6.Automation's Gendered Inequality
This chapter turns to gender, focusing on women and automation. Automation's tight coupling with colonial and capitalist histories means that it adopts assumptions about what work is. Here, "work" is paid work at the office, clinic, or factory; "non-work" is the unpaid reproductive labor carried out by women that takes place in the home or elsewhere. Given these patriarchal assumptions, the history of automation becomes clear. Automation has concentrated heavily on "work," pouring vast amounts of time, research, and capital into optimizing labor at the (male-dominated) worksite, while largely ignoring what is "not work"—housework, care work, sex work, and other forms of gendered or domesticated labor. The chapter pivots from industry to domesticity to challenge this blinkered concept, investigating the non-automation of "non-work," the masculine vision of home automation, and the feminization of digital assistants.

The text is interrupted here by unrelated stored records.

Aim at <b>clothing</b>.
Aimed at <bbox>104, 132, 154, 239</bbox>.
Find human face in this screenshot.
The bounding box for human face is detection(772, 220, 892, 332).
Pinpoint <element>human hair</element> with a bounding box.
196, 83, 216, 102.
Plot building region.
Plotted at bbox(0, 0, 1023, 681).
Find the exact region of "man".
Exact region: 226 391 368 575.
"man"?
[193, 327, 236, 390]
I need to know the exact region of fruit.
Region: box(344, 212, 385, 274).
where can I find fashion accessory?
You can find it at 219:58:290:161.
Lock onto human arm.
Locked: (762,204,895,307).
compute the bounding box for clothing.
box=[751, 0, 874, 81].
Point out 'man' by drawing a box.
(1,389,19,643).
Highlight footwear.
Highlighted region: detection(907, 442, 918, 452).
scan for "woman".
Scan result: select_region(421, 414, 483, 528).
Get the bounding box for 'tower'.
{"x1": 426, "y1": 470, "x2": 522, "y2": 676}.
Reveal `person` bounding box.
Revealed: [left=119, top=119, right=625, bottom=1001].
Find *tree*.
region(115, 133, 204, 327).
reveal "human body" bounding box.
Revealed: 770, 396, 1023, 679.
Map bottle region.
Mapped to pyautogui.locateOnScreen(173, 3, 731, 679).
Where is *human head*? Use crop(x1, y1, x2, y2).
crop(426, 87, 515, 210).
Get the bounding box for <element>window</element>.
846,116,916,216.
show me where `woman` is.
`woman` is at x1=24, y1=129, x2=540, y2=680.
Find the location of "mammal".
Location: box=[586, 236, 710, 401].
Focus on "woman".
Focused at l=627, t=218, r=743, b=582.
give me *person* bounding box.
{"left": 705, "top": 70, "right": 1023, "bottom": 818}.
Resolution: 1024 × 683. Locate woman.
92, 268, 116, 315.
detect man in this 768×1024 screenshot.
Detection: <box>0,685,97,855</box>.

Conclusion: Automation Is Not Our Future
Automation rhetoric is often fatalistic. Winners embrace technology while losers buck against the inevitable. To push against the myth of automation is to doubt this narrative. It is to suggest that automation is not "our future" because that implies a singular future in which a singular humanity is impacted by a singular technology sweeping across the globe. Pushing back against this myth is a way to go beyond industry-led visions and their unending sameness. These are more specific but also more radical dreams, where communities draw on their unique aspirations and capacities to imagine their own future of work. In these revised futures, the empire building, economic inequality, and environmental devastation that characterize contemporary technology may be replaced with more emancipatory visions or ecological values. This chapter draws on several examples of worker-led initiatives to show concrete ways that communities are rethinking technology to forge their own futures.